Utility trailer dealership Action Trailer Sales’ RFID system, which helps track and locate more than 1,000 trailers on four lots spanning 25 acres in Mississauga, Ontario, has already generated a return on its investment. The active RFID tags, which are affixed to the fronts of 48-foot-long and 53-foot-long trailers, help the dealership more easily locate the trailers and more accurately document inventory, thus reducing errors and labor costs. The company intends to expand its RFID system to its Montreal facility—Action Utility Quebec—in the near future.
Installed in September 2006, the RFID system uses active 433 MHz tags and readers from Wavetrend and has helped Action Trailer reduce inventory errors, says Paul Sadler, IT manager at Action Trailer Sales, which provides new and used trailers, rentals, leasing, service and parts to the trucking industry.
Prior to the RFID deployment, personnel walked up and down the aisles of trailers each day with a clipboard and pencil writing down the ID numbers printed on the trailers. Sometimes they wrote down incorrect numbers or didn’t record them at all, and those errors made it hard to find trailers when they were needed. Sadler says he considered bar-code solutions but expected that dirt and ice would build up on the bar-code labels and make them unreadable.
That decision was based on seeing the trailers in the winter, “with trails of ice coming down the front of them,” Sadler says. “We also didn’t want to have to pause at each trailer when reading [the labels],” which would be necessary with a bar-code scanner. Using an RFID interrogator, employees can read the tags from a distance of up to 30 feet or more as they walk through the rows of trailers, he says. And the process takes about half the time previously spent handwriting the ID number on each trailer.
Action Trailer Sales uses a Wavetrend tag programming device attached to a PC to encode each tag with a unique ID number that is associated with a specific trailer. “We can reprogram and reuse a tag once a trailer is sold,” Sadler says. The rental vans have tags in plastic, weatherproof boxes screwed onto them, while the trailers for sale have tags inserted in plastic holders that attach to air hoses or other nonmetallic objects. These tags are removed when the trailers are sold.
Personnel use a handheld Psion Teklogix reader that captures the ID number of each tag in the yard and stores that data by the order in which the tags are read. When an employee returns to the office, he downloads data from the reader to the computer desktop using Windows-based software from RFID systems integrator R. Moroz Ltd., directly into a Microsoft Excel program from which a “yard sheet” (similar to a spreadsheet) is created, displaying where the trailers are located in the yard. R. Moroz also provided the hardware, as well as the feasibility study, sales support and training.
In the future, Action Trailer intends to create a Web site where data can be shared with—for example—sales staff who can log on for an update as to where a specific trailer is or whether it is ready to be rented or sold, Sadler says.
Sadler declined to disclose the cost of the RFID solution, but says the return on investment is there in each avoided mistake. “I’d say it has paid for itself and will continue to pay for itself. You can’t have one in 1,000 trailers missing, because, guess what? That’ll be the one you need now,” Sadler says.
There were some early difficulties with the placement of the tags and RF interference from all the metal in the environment, he says. Read rates are best when the tags are attached on an angled portion of the trailer in the front, Sadler says. Also, the tags’ read range has occasionally proven to be too long, and sometimes tags on trailers in the next row are read. “We are still tweaking that,” Sadler says.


Report every line of the entries that contains the word "Image".
Data provided section start
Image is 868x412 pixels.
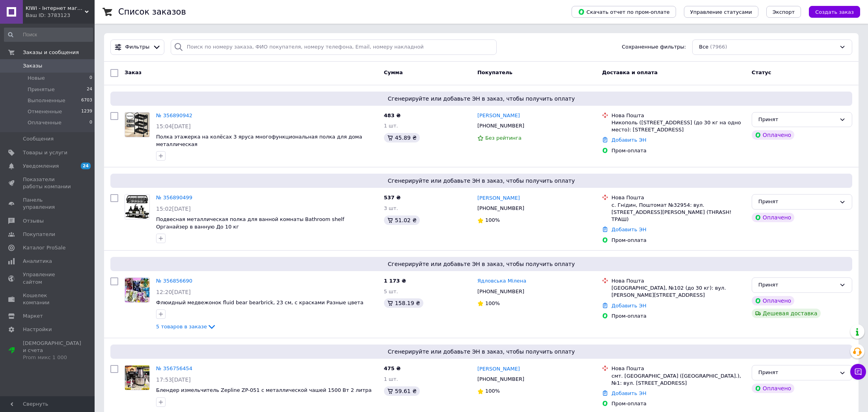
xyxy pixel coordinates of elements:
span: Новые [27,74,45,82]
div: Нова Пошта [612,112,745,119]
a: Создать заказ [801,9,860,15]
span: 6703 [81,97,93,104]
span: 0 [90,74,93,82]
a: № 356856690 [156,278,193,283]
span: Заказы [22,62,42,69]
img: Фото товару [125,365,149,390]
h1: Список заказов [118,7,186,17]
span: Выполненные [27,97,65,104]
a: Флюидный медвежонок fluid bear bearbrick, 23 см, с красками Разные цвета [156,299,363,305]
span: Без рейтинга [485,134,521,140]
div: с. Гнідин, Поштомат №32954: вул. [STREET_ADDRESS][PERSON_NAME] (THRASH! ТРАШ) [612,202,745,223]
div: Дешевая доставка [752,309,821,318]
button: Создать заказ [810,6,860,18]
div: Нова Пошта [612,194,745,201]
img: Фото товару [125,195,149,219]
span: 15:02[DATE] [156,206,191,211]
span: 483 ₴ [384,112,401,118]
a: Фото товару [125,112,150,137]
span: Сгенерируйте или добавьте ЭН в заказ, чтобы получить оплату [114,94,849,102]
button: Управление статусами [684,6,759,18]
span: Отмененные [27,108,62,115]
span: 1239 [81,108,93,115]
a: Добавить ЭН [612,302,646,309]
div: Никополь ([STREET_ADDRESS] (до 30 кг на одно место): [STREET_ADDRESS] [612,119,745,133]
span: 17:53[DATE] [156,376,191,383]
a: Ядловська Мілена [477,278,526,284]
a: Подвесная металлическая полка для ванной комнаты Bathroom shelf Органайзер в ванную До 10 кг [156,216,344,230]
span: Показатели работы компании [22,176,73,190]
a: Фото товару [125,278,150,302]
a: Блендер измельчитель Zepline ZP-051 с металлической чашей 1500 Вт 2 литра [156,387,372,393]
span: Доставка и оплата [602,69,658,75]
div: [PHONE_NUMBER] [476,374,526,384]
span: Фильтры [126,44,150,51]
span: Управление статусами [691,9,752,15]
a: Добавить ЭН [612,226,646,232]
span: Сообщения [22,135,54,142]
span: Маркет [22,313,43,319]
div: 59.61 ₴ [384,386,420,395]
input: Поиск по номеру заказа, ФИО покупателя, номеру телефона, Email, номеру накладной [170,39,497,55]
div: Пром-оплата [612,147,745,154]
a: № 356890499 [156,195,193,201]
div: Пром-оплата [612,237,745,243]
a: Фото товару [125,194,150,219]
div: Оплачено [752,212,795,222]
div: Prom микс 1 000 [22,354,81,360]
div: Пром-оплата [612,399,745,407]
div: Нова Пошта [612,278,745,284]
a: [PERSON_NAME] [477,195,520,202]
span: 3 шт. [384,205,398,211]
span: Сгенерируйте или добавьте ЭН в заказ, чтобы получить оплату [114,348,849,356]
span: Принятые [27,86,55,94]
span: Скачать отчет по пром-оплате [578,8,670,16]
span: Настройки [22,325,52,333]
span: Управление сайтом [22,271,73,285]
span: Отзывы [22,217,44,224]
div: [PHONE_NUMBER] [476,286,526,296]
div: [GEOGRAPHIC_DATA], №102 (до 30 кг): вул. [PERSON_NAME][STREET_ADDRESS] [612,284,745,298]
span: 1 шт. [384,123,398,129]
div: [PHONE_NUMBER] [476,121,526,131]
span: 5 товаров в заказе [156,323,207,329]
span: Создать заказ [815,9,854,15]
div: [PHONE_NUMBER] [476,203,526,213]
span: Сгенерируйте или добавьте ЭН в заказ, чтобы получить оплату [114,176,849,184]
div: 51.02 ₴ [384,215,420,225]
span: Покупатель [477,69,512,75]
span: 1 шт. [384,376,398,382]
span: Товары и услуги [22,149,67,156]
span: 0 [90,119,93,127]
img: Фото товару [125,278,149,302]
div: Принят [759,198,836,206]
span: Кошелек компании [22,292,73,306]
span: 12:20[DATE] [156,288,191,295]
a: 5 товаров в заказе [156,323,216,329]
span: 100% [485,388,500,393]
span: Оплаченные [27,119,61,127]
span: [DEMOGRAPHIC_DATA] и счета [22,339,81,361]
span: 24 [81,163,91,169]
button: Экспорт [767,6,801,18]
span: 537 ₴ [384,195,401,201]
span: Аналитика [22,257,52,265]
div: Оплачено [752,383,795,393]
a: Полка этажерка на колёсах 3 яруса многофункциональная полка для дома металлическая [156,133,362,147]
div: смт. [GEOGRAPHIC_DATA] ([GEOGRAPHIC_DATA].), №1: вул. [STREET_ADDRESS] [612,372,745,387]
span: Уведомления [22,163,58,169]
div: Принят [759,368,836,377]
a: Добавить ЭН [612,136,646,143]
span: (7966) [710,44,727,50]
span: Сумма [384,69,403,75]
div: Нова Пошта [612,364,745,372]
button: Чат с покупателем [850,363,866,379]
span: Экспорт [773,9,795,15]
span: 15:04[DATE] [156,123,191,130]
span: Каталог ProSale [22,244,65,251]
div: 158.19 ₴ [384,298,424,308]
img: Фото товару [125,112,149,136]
Data provided section end
Data provided section start
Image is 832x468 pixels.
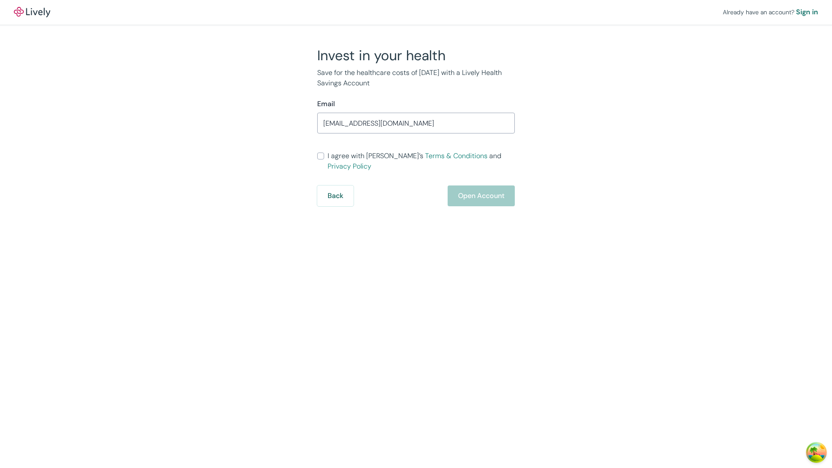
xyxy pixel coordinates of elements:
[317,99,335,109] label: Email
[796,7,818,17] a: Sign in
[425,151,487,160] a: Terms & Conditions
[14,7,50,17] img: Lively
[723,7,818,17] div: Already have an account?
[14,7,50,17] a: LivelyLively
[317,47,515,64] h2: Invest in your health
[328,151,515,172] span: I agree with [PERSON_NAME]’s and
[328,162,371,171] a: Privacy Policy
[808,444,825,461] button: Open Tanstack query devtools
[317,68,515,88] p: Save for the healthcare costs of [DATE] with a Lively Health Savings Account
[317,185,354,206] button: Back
Data provided section end
Data provided section start
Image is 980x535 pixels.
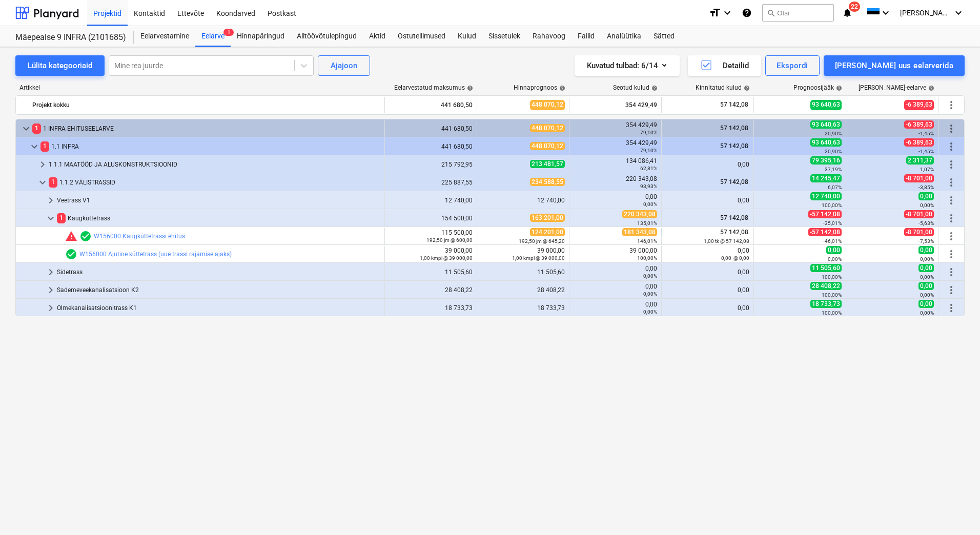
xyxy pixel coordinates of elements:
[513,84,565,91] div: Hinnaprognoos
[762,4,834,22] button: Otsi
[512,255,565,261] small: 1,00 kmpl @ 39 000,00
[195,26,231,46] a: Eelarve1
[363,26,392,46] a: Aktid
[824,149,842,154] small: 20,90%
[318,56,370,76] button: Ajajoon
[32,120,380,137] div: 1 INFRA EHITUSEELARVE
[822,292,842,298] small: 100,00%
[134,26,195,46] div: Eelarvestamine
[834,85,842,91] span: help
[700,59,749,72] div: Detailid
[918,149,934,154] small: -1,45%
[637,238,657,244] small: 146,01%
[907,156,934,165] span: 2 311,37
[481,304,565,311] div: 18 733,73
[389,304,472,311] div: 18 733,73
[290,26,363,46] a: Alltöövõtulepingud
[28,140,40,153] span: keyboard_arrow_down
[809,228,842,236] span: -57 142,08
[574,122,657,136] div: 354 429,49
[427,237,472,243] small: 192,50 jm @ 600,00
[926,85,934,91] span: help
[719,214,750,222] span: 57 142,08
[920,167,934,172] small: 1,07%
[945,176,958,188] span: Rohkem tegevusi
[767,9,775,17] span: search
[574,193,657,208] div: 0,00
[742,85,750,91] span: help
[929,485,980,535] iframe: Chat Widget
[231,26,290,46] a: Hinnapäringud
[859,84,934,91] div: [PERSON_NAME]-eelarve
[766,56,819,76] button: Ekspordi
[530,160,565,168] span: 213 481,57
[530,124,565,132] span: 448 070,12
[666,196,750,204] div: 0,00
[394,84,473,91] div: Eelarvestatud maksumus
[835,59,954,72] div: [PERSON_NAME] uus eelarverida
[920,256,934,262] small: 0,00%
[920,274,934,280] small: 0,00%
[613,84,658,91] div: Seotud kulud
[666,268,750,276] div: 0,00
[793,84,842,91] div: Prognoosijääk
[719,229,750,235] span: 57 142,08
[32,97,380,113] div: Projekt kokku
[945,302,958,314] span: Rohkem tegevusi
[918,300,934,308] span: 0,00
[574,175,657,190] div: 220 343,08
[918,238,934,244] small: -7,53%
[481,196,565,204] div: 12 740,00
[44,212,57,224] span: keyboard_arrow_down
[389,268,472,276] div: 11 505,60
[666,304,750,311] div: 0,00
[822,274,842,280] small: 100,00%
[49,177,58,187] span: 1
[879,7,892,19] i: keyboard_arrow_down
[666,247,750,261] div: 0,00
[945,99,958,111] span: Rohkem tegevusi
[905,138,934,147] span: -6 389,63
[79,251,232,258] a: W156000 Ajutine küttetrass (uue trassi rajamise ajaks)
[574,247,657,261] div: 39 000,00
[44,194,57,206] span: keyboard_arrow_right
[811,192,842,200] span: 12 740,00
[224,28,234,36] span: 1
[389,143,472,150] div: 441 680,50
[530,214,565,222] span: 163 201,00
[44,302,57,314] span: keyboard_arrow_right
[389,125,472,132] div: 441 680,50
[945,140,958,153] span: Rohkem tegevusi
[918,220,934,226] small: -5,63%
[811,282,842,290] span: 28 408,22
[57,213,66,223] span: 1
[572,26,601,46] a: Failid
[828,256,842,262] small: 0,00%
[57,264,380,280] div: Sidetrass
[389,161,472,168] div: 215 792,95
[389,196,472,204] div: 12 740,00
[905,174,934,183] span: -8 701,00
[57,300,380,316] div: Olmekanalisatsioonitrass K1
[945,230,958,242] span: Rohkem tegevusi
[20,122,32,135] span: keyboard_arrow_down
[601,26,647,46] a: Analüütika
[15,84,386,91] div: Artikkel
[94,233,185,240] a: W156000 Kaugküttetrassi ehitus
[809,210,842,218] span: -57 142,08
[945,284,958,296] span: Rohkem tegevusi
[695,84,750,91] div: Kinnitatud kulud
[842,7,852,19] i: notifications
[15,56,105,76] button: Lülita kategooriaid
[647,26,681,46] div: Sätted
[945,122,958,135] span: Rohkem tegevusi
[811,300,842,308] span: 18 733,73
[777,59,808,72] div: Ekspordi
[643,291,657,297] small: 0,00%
Data provided section end
Result:
Image is 868x412 pixels.
Image is 832x468 pixels.
Image is 980x535 pixels.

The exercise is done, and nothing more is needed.